The 2005–2006 Ford GT was, is, and always will be a tightrope of a sports car, requiring steady feet and a good sense of balance to master. We can’t help but wonder if Jimenez decided to pursue legal action, at least in part, because of the lawsuit slapped on Porsche after Paul Walker died in a Carrera GT—another car known for its knife-edged handling characteristics.

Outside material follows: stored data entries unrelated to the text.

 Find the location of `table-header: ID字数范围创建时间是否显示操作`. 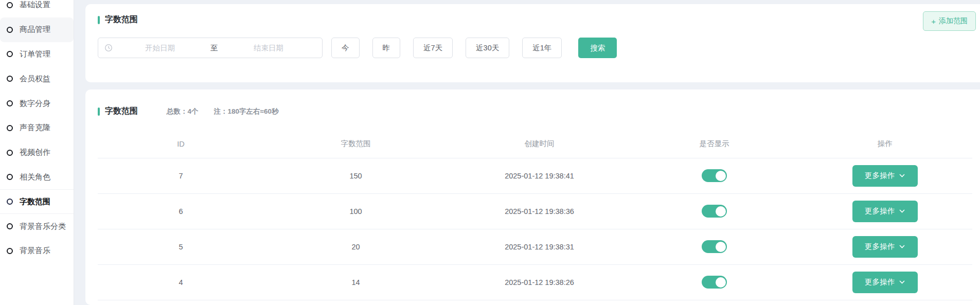

table-header: ID字数范围创建时间是否显示操作 is located at coordinates (535, 144).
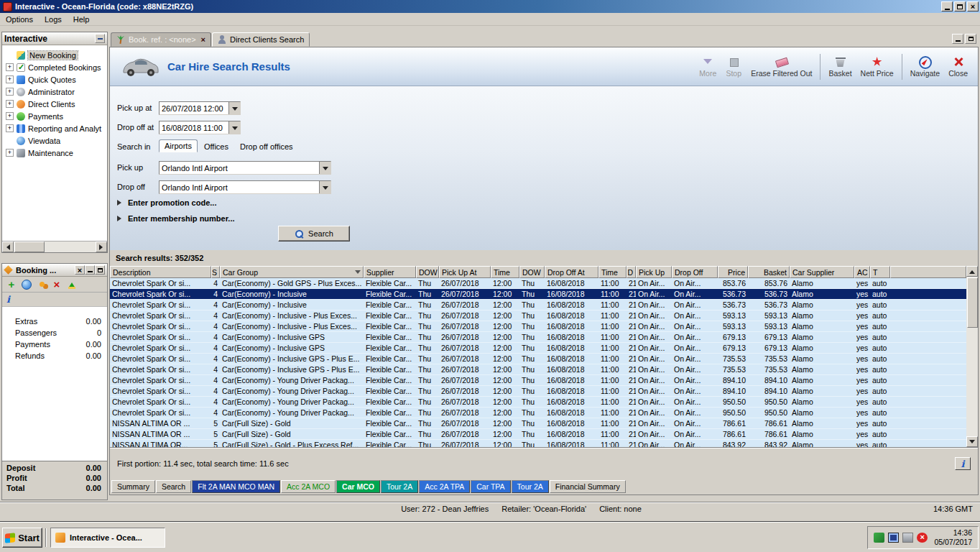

It’s always sad when somebody dies in a car accident. But if the accident happened because the guy behind the wheel couldn’t handle the power, the solution isn’t suing the automaker—it’s sending the guy to driving school. (Or, as in the case of the joyriding Corvette test driver, to jail.) When you’re driving a mid-engined supercar, oversteer is a feature, not a bug.